- **YOUR OBJECTIVE**: Filter this material down to the lines that hold "pixels", copying each one.

- **DATA SUPPLIED**:
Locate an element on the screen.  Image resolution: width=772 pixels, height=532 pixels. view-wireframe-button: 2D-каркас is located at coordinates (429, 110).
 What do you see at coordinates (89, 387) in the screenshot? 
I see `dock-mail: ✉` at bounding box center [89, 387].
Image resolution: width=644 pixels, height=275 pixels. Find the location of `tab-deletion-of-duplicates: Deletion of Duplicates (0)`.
...
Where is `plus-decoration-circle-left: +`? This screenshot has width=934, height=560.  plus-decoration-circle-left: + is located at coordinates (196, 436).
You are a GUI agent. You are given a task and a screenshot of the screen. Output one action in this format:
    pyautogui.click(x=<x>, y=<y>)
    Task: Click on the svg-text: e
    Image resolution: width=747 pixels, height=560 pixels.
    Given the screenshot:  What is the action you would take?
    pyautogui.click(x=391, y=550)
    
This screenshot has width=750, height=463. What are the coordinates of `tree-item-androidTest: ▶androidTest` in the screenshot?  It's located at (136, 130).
==
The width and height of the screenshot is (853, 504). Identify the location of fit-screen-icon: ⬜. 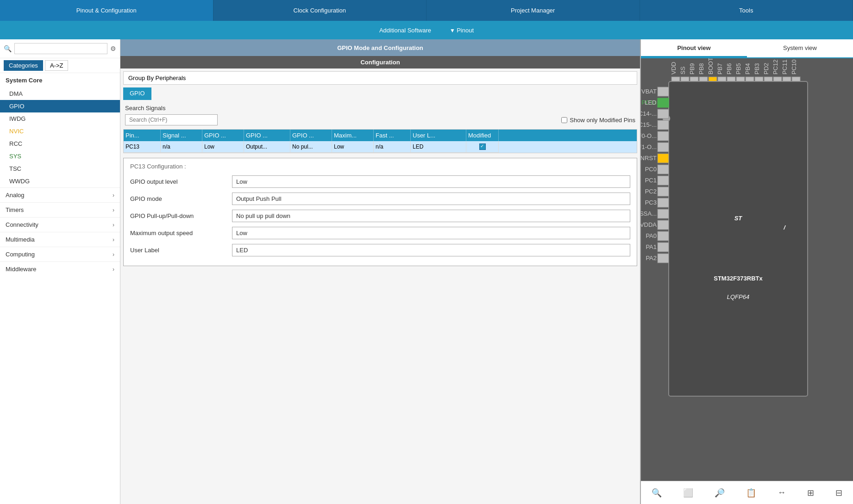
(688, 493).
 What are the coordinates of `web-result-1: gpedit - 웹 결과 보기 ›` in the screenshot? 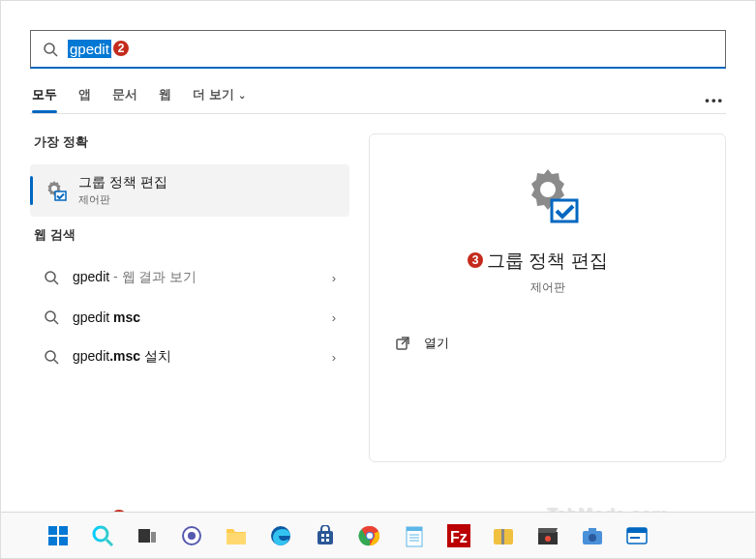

- **ANSWER TO THIS PROBLEM**:
Locate an element on the screen.  Image resolution: width=772 pixels, height=532 pixels. view-wireframe-button: 2D-каркас is located at coordinates (429, 110).
Image resolution: width=644 pixels, height=275 pixels. Find the location of `tab-deletion-of-duplicates: Deletion of Duplicates (0)`.
    Image resolution: width=747 pixels, height=560 pixels.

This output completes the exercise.